Are you content to be nothing?
She goes by the window with the words facing in. Twice now when I’ve been sitting at the computer checking the listings.”

“I haven’t seen her. I don’t want to see her. And that’s meaningless anyway.”

“Don’t take it personally.”

“Why did you say that?”

“No reason. Just a remark.”

“Don’t make remarks then. And you should move the computer away from the window. I thought you used your Pad.”

“Shut up, Grant. I suppose I could tell her to go away, but we don’t exactly own the sidewalk.”

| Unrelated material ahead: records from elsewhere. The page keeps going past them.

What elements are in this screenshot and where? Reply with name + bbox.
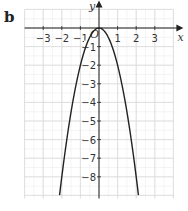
y-axis-arrow-icon [96,0,103,7]
y-tick-label: −1 [81,42,96,53]
y-tick-label: −6 [81,135,96,146]
parabola-chart: xyO−3−2−1123−1−2−3−4−5−6−7−8 [0,0,188,211]
y-tick-label: −3 [81,79,96,90]
x-tick-label: 3 [152,33,158,44]
y-axis-label: y [88,0,96,13]
y-tick-label: −8 [81,172,96,183]
y-tick-label: −4 [81,97,96,108]
y-tick-label: −7 [81,153,96,164]
x-tick-label: −3 [36,33,51,44]
x-tick-label: 1 [114,33,120,44]
y-tick-label: −5 [81,116,96,127]
x-tick-label: 2 [133,33,139,44]
x-axis-label: x [177,31,184,44]
y-tick-label: −2 [81,60,96,71]
x-tick-label: −2 [54,33,69,44]
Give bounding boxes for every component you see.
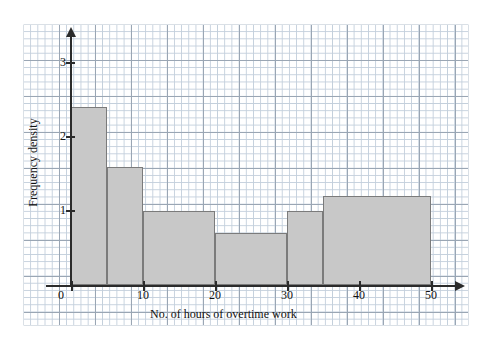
- y-axis-line: [70, 36, 72, 286]
- x-tick-label: 30: [272, 289, 302, 301]
- plot-area: 1 2 3 0 10 20 30 40 50 Frequency density…: [0, 0, 486, 345]
- histogram-bar: [71, 107, 107, 285]
- y-tick: 3: [0, 56, 66, 68]
- x-tick-label: 20: [200, 289, 230, 301]
- y-tick-label: 1: [50, 204, 66, 216]
- x-tick-label: 0: [46, 289, 76, 301]
- histogram-bar: [323, 196, 431, 285]
- x-tick-label: 50: [416, 289, 446, 301]
- y-tick-mark: [66, 136, 75, 138]
- y-axis-title: Frequency density: [26, 103, 41, 223]
- histogram-bar: [107, 167, 143, 285]
- histogram-bar: [143, 211, 215, 285]
- x-axis-line: [46, 285, 456, 287]
- y-tick-label: 2: [50, 130, 66, 142]
- x-axis-title: No. of hours of overtime work: [150, 307, 297, 322]
- y-tick-mark: [66, 62, 75, 64]
- y-tick-label: 3: [50, 56, 66, 68]
- histogram-bar: [287, 211, 323, 285]
- y-tick-mark: [66, 210, 75, 212]
- x-axis-arrow-icon: [455, 281, 465, 291]
- histogram-bar: [215, 233, 287, 285]
- x-tick-label: 40: [344, 289, 374, 301]
- histogram-figure: 1 2 3 0 10 20 30 40 50 Frequency density…: [0, 0, 486, 345]
- y-axis-arrow-icon: [66, 27, 76, 37]
- x-tick-label: 10: [128, 289, 158, 301]
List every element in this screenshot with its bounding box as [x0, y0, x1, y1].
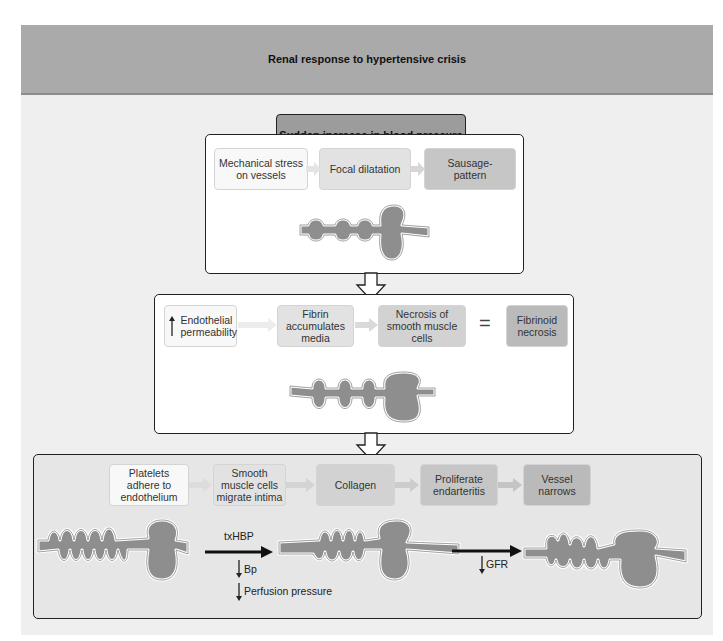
- step-arrow-icon: [395, 478, 420, 492]
- stage3-step-collagen: Collagen: [316, 464, 395, 506]
- equals-sign: =: [479, 312, 491, 335]
- up-arrow-icon: [169, 316, 175, 336]
- step-arrow-icon: [189, 478, 213, 492]
- stage3-step-smooth-muscle: Smooth muscle cells migrate intima: [213, 464, 286, 506]
- beaded-vessel-icon: [290, 372, 435, 424]
- step-arrow-icon: [410, 162, 426, 176]
- sausage-vessel-icon: [300, 205, 430, 263]
- down-arrow-icon: [236, 583, 242, 601]
- stage2-step-endothelial-permeability: Endothelial permeability: [164, 305, 237, 347]
- header-band: Renal response to hypertensive crisis: [21, 25, 713, 95]
- corrugated-vessel-icon: [524, 530, 686, 590]
- step-arrow-icon: [286, 478, 316, 492]
- effect-perfusion-pressure: Perfusion pressure: [244, 585, 332, 597]
- corrugated-vessel-icon: [279, 520, 459, 584]
- stage2-step-fibrin-accumulates: Fibrin accumulates media: [277, 305, 354, 347]
- stage3-step-vessel-narrows: Vessel narrows: [523, 464, 591, 506]
- stage2-step-necrosis: Necrosis of smooth muscle cells: [378, 305, 466, 347]
- stage3-step-proliferate-endarteritis: Proliferate endarteritis: [420, 464, 498, 506]
- stage1-step-sausage-pattern: Sausage-pattern: [424, 148, 516, 190]
- stage3-step-platelets: Platelets adhere to endothelium: [109, 464, 189, 506]
- stage1-step-focal-dilatation: Focal dilatation: [319, 148, 411, 190]
- stage1-step-mechanical-stress: Mechanical stress on vessels: [214, 148, 308, 190]
- effect-bp: Bp: [244, 563, 257, 575]
- step-arrow-icon: [355, 318, 379, 332]
- arrow1-label-txhbp: txHBP: [224, 530, 254, 542]
- step-arrow-icon: [238, 318, 278, 332]
- process-arrow-right-icon: [452, 544, 524, 558]
- corrugated-vessel-icon: [38, 520, 188, 584]
- step-arrow-icon: [498, 478, 523, 492]
- stage2-step-label: Endothelial permeability: [181, 314, 233, 338]
- effect-gfr: GFR: [486, 558, 508, 570]
- down-arrow-icon: [479, 556, 485, 574]
- down-arrow-icon: [236, 560, 242, 578]
- diagram-title: Renal response to hypertensive crisis: [268, 53, 466, 65]
- stage2-result-fibrinoid-necrosis: Fibrinoid necrosis: [506, 305, 568, 347]
- process-arrow-right-icon: [205, 545, 275, 559]
- step-arrow-icon: [306, 162, 322, 176]
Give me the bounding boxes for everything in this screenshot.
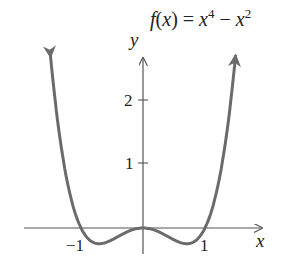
y-tick-label-2: 2: [124, 91, 133, 110]
y-axis-label: y: [128, 29, 139, 50]
x-axis-label: x: [255, 230, 265, 251]
x-tick-label-neg1: −1: [66, 236, 84, 255]
x-tick-label-1: 1: [200, 236, 209, 255]
function-label: f(x) = x4 − x2: [150, 6, 251, 31]
function-plot: 2 1 −1 1 x y f(x) = x4 − x2: [0, 0, 283, 278]
y-tick-label-1: 1: [125, 154, 134, 173]
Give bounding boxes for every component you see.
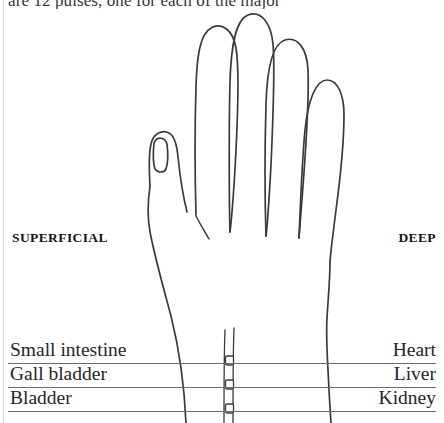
row-label-left-1: Small intestine (10, 339, 126, 361)
figure-page: are 12 pulses, one for each of the major (0, 0, 444, 423)
row-label-right-1: Heart (393, 339, 436, 361)
row-label-left-3: Bladder (10, 387, 72, 409)
row-label-right-2: Liver (394, 363, 436, 385)
row-rule-2 (8, 387, 436, 388)
row-rule-3 (8, 411, 436, 412)
row-label-right-3: Kidney (379, 387, 436, 409)
pulse-position-table: Small intestine Heart Gall bladder Liver… (0, 0, 444, 423)
row-label-left-2: Gall bladder (10, 363, 107, 385)
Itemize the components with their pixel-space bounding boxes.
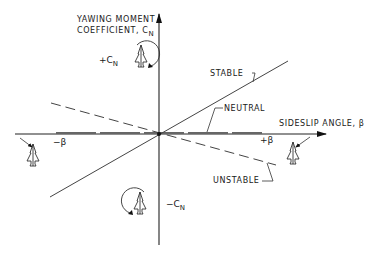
stability-diagram: YAWING MOMENT COEFFICIENT, CN +CN −CN SI… (0, 0, 383, 255)
positive-cn-label: +CN (99, 55, 118, 68)
y-axis-title-line2: COEFFICIENT, CN (77, 26, 154, 38)
x-axis-title: SIDESLIP ANGLE, β (279, 119, 364, 128)
airplane-sideslip-right-icon (287, 142, 299, 164)
unstable-label: UNSTABLE (213, 176, 259, 185)
neutral-label: NEUTRAL (224, 104, 265, 113)
y-axis-title-line1: YAWING MOMENT (76, 15, 155, 24)
stable-label: STABLE (210, 69, 243, 78)
airplane-nose-right-yaw-icon (135, 41, 160, 68)
airplane-sideslip-left-icon (27, 144, 39, 166)
neutral-leader (207, 108, 223, 132)
negative-cn-label: −CN (166, 199, 185, 212)
origin-point (157, 132, 161, 136)
airplane-nose-left-yaw-icon (121, 188, 146, 215)
unstable-leader (262, 163, 273, 181)
positive-beta-label: +β (260, 135, 274, 145)
negative-beta-label: −β (53, 137, 67, 147)
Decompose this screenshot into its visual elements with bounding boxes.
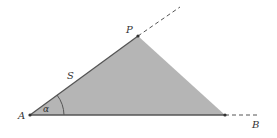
point-A <box>28 113 31 116</box>
label-B: B <box>251 119 259 130</box>
shaded-triangle <box>30 36 225 115</box>
label-P: P <box>125 24 133 35</box>
label-side-S: S <box>67 70 74 81</box>
point-P <box>136 34 139 37</box>
triangle-diagram: A P B S α <box>0 0 277 138</box>
point-C <box>223 113 226 116</box>
label-A: A <box>17 110 25 121</box>
label-angle-alpha: α <box>43 104 49 114</box>
ray-P-dashed <box>138 7 180 36</box>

As she got into her SUV, Judy looked at her own signs in the back. None of them carried any other message than For Sale or New Listing. She needed to have a few more with Sold written across them, but the market was slow. People were wary of mortgage rates. They were buying nothing. Nothing again! That “nothing” on the woman’s placard irritated her. She didn’t believe she was
nothing
. She spent her days trying to match clients to houses that would suit their needs and hardly ever persuaded them into a home beyond their budget.
You will come to love this place.
Besides that, she nurtured her relationships with family and friends and never, hardly ever, deprived a colleague of a sale. If she died tomorrow there would be tears. That was not
nothing
.

And she was strongly hoping that her relationship with Grant was not about to become
nothing
. Love and excitement there had been. Delight. But he was a slow man, and in a sense she’d been in the market, if that wasn’t a crass way to put it, for comfort. Dynamic Dan, her previous partner, had been a little too much of an adventure in the end. Grant was a relief. Lately he’d been disappointed about the boat. Twelve years of work, of adjustments and
of – it had to be said and she had said it expense – and the thing would barely float. His work clearly wasn’t going well either. Since the crash in ’07, fundraisers had become a desperate tribe. Many of them were fighting for the same buck like dogs over a bone. He appeared to have come to a standstill. Ah, but here were her clients, waiting on the step. Hope made her leap from the car smiling and apologising for being thirty seconds late.